Kurume is exactly 30 minutes by train from Fukuoka and has about 250,000 residents. It’s a pleasant city with three large parks, two major concert halls, an art gallery and a large river snaking around the North end of town. Pleasant, that is, on the surface. The rest of the story isn’t pretty at all.
It’s the West Japan headquarters for several mafia groups that are constantly recruiting young people. There’s a whole section of town near the expressway onramp for seedy hourly hotels they call “love hotels,” and the red light district just behind the city hall stretches for blocks.
Kurume is flanked on all four compass points by a significant Buddhist temple or Shinto shrine. The shrine on the mountain to the East was built in the 5th century, and rebuilt in 1600. To the north is the temple for the river god. It is the head temple for all the water deities in Japan. The view to the South of town is dominated by a big white statue of the “Kannon” deity. It’s a woman holding a baby – the symbol of an ancient religion that has its roots in the 10th chapter of Genesis – and is 62 meters tall. (That’s 203 feet!) . And the temple to the West is so big the town is named after it; “Daizenji” – the great temple of Zen.

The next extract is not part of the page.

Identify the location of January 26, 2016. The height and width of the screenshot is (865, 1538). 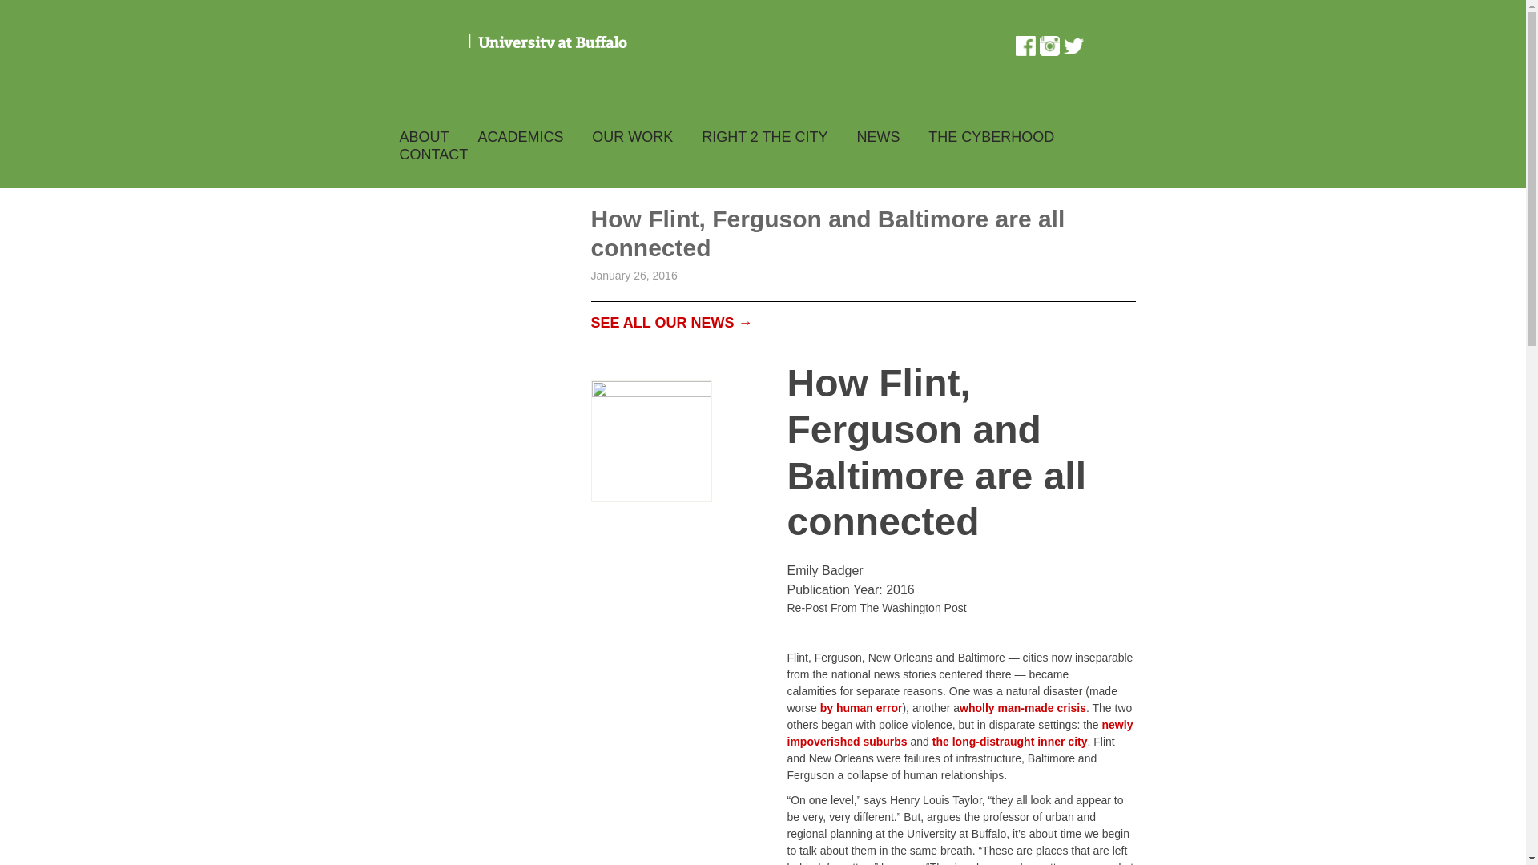
(634, 276).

The middle of town has a row of about 15 temples called, not so originally, “Temple Town”, and just in case there might be a crack in the spiritual bondage, there is a small alter with a stone idol on the street corner for every 50 homes or so.
That’s on the outside. Inside most homes there are two shrines. One Buddhist to worship the ancestors, and one Shinto. Then there are the protection cards that the priests have inserted a “spirit” into. People buy these at the temple, put them in their cars, and tie them to their children’s school bags, so everyone has at least three or four of them on their person at all times.
In the midst of all this spiritual bondage, there are only four evangelical churches that average about 40 members each. Do the math. Thinking generously, that makes just barely 1/10 of 1% of the population Christian, or one in every 1000 people a born again believer.
It’s in this environment that Kurume Bible Church struggles to let its light shine. We are a small church with the same doctrine, and most of the same practices as a small independent country church in the US. We have hand-built a small three story structure with a sanctuary that seats 60, and there are usually about 30 adults in the morning service.
Satan is powerful here, but God is more powerful, and we see small indications of His victory in the believers’ lives nearly every week, but the progress is slow. We rejoice when we have a year with two or three decisions for Christ. If only we could see our Great God break through the barriers and chains that have the people bound, and those two or three decisions would increase to monthly or even weekly! If only we could see the miracle of our Risen Lord working to change the hearts and lives of the believers in a big way, instead of small!
We need you to get involved in order for this to happen. We have just a few people in the US who have agreed to pray for us on a regular basis, but God is already working in ways we could never have dared imagine just a few short weeks ago. Just think what great things could happen if you were to join us, and commit to pray for the church, and perhaps choose one member or family to lift up in prayer on a daily basis! There would be Japanese people in heaven walk up to you and say “Were it not for you, I wouldn’t be here. Thank you.” Will you join us?